In some cases, the visits from afar have been unexpectedly positive. One of the first times Andrea Jahns, a developmental specialist with the Early Learning Institute, connected via online video with one of her clients, a 2-year-old boy who has speech delays, she was nervous. Her own son, who is around the same age as her client, was at home with her and she knew he might interrupt. But it turned out that her son actually helped the other little boy.
"Once my son noticed there was a child on the screen, he started bringing balls to the screen to show him," wrote Jahns in an email. "The boy repeatedly said 'ball' or 'big ball' each time my son brought a new one. Then he started saying, 'Share?' putting his hand towards the screen, indicating he wanted my son to hand him the ball. It was like a virtual play date with two toddlers who have never met. Almost made my job too easy!"
Speech therapists in Sonoma County have also told Rogers that the virtual visits have encouraged some mothers to be more involved, singing songs and doing activities directly with their children.
"We're only there an hour a week, so this is what we want," Rogers said.
Petaluma mom Patricia Vasquez's 2-year-old daughter, Genesis, has cerebral palsy.
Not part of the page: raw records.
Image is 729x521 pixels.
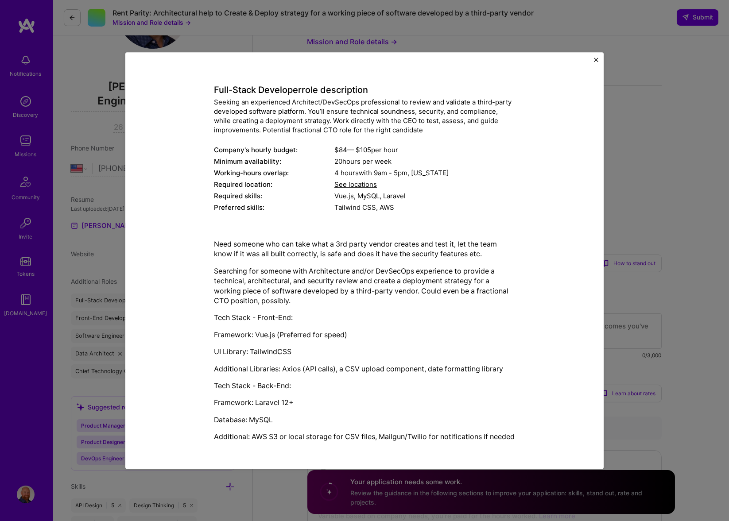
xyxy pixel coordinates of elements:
p: Framework: Laravel 12+ [214,398,515,408]
p: Searching for someone with Architecture and/or DevSecOps experience to provide a technical, archi... [214,266,515,306]
div: Preferred skills: [214,203,335,212]
p: UI Library: TailwindCSS [214,347,515,357]
p: Database: MySQL [214,415,515,425]
span: See locations [335,180,377,189]
div: Vue.js, MySQL, Laravel [335,191,515,201]
div: Minimum availability: [214,157,335,166]
button: Close [594,58,599,67]
div: Working-hours overlap: [214,168,335,178]
p: Additional Libraries: Axios (API calls), a CSV upload component, date formatting library [214,364,515,374]
div: Required location: [214,180,335,189]
div: 20 hours per week [335,157,515,166]
div: Company's hourly budget: [214,145,335,155]
p: Additional: AWS S3 or local storage for CSV files, Mailgun/Twilio for notifications if needed [214,432,515,442]
p: Tech Stack - Back-End: [214,381,515,391]
h4: Full-Stack Developer role description [214,85,515,95]
div: Tailwind CSS, AWS [335,203,515,212]
p: Need someone who can take what a 3rd party vendor creates and test it, let the team know if it wa... [214,239,515,259]
div: 4 hours with [US_STATE] [335,168,515,178]
div: $ 84 — $ 105 per hour [335,145,515,155]
p: Framework: Vue.js (Preferred for speed) [214,330,515,340]
div: Required skills: [214,191,335,201]
div: Seeking an experienced Architect/DevSecOps professional to review and validate a third-party deve... [214,97,515,135]
p: Tech Stack - Front-End: [214,313,515,323]
span: 9am - 5pm , [372,169,411,177]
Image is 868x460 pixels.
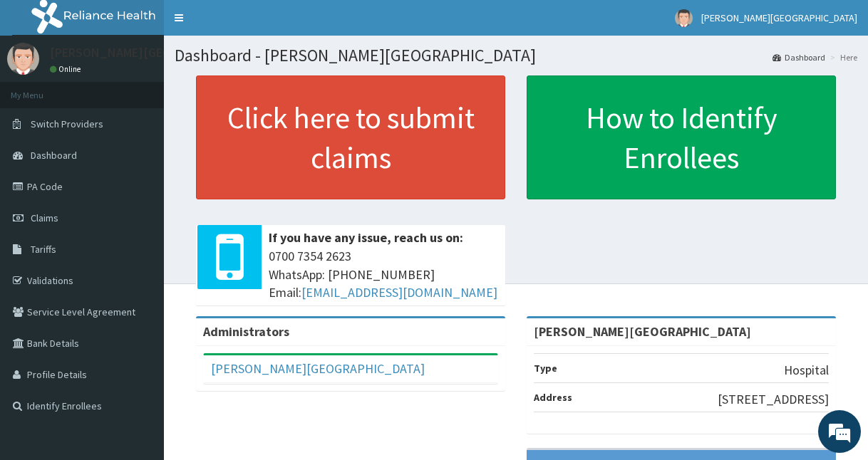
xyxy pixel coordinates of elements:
[268,247,498,302] span: 0700 7354 2623 WhatsApp: [PHONE_NUMBER] Email:
[827,51,857,64] li: Here
[211,360,425,377] a: [PERSON_NAME][GEOGRAPHIC_DATA]
[701,12,857,24] span: [PERSON_NAME][GEOGRAPHIC_DATA]
[31,243,57,256] span: Tariffs
[675,9,693,27] img: User Image
[50,64,84,74] a: Online
[534,323,751,340] strong: [PERSON_NAME][GEOGRAPHIC_DATA]
[203,323,289,340] b: Administrators
[50,47,261,59] p: [PERSON_NAME][GEOGRAPHIC_DATA]
[527,75,836,199] a: How to Identify Enrollees
[175,47,857,65] h1: Dashboard - [PERSON_NAME][GEOGRAPHIC_DATA]
[773,51,825,64] a: Dashboard
[7,43,39,74] img: User Image
[534,391,573,404] b: Address
[31,117,103,130] span: Switch Providers
[268,230,463,246] b: If you have any issue, reach us on:
[717,390,829,409] p: [STREET_ADDRESS]
[31,149,77,161] span: Dashboard
[302,284,497,300] a: [EMAIL_ADDRESS][DOMAIN_NAME]
[196,75,505,199] a: Click here to submit claims
[784,361,829,379] p: Hospital
[534,361,557,375] b: Type
[31,212,58,224] span: Claims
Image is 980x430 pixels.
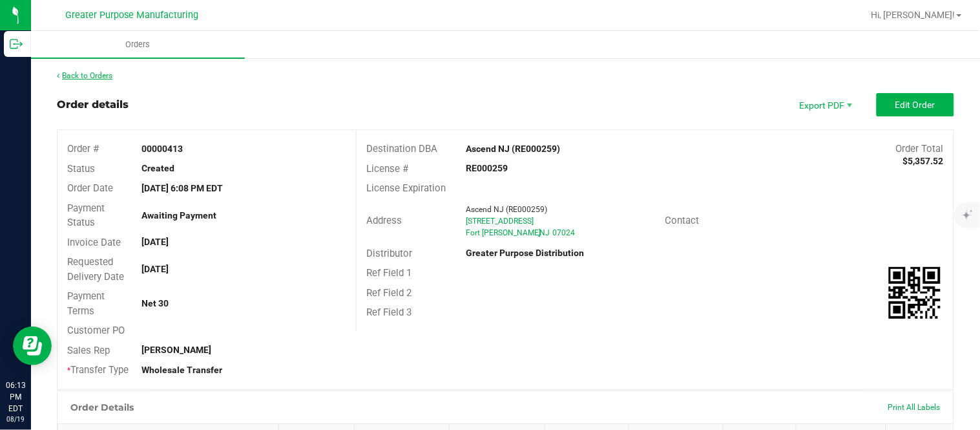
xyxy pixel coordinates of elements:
[889,267,941,319] qrcode: 00000413
[67,237,121,249] span: Invoice Date
[65,10,198,20] span: Greater Purpose Manufacturing
[538,228,540,237] span: ,
[367,248,412,259] span: Distributor
[466,144,560,154] strong: Ascend NJ (RE000259)
[877,93,954,116] button: Edit Order
[6,379,25,414] p: 06:13 PM EDT
[466,163,508,173] strong: RE000259
[67,256,124,283] span: Requested Delivery Date
[367,307,412,318] span: Ref Field 3
[142,237,169,247] strong: [DATE]
[889,267,941,319] img: Scan me!
[67,182,113,194] span: Order Date
[142,298,169,308] strong: Net 30
[367,215,402,226] span: Address
[889,403,941,412] span: Print All Labels
[70,402,134,413] h1: Order Details
[67,345,109,356] span: Sales Rep
[142,144,184,154] strong: 00000413
[466,217,533,226] span: [STREET_ADDRESS]
[57,97,128,113] div: Order details
[552,228,575,237] span: 07024
[367,182,446,194] span: License Expiration
[466,248,584,258] strong: Greater Purpose Distribution
[540,228,550,237] span: NJ
[67,364,128,376] span: Transfer Type
[10,38,23,51] inline-svg: Outbound
[67,163,95,175] span: Status
[786,93,864,116] li: Export PDF
[367,163,408,175] span: License #
[142,365,223,375] strong: Wholesale Transfer
[367,143,438,155] span: Destination DBA
[367,267,412,279] span: Ref Field 1
[57,71,113,80] a: Back to Orders
[67,143,99,155] span: Order #
[903,156,944,166] strong: $5,357.52
[665,215,699,226] span: Contact
[142,345,212,355] strong: [PERSON_NAME]
[142,183,224,194] strong: [DATE] 6:08 PM EDT
[142,210,217,221] strong: Awaiting Payment
[142,264,169,274] strong: [DATE]
[871,10,956,20] span: Hi, [PERSON_NAME]!
[6,414,25,424] p: 08/19
[108,38,167,51] span: Orders
[67,290,105,317] span: Payment Terms
[466,228,541,237] span: Fort [PERSON_NAME]
[142,163,175,173] strong: Created
[895,100,936,110] span: Edit Order
[67,203,105,229] span: Payment Status
[31,31,245,58] a: Orders
[367,287,412,298] span: Ref Field 2
[67,325,125,336] span: Customer PO
[896,143,944,155] span: Order Total
[466,205,547,214] span: Ascend NJ (RE000259)
[13,327,51,365] iframe: Resource center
They have been receiving weekly home visits for a little more than a year, and Vasquez said seeing the visitor in person before the stay-at-home order helped her and her daughter learn sign language to communicate. For two weeks now they have had video visits, but Genesis doesn't like to sit still watching the camera. What has worked better for Vasquez is that the home visitor has sent her text messages with ideas for activities Vasquez can do with her daughter.
"We've learned different things to do at home," Vasquez said. "She sent me recipes to make Play-Doh with no chemicals. We've learned a lot now that we are staying at home, too."
Home visitors in several counties have been surprised at how many clients still wanted to participate in visits while they shelter in place, even if they are virtual.
In Yolo County, pediatricians or obstetricians used to literally walk new parents down the medical clinic hall to introduce them to their home visitor. Now, doctors have to introduce them by phone call. Even so, families seem to be even more eager to participate now than before, said Daleiden.
"It's an anxious time for everybody and particularly for new mothers, or new mothers to be, especially as they're sheltering in place at home," Daleiden said. "They really do want connection, so they're saying yes to that first phone call and then to the idea of working in a virtual way."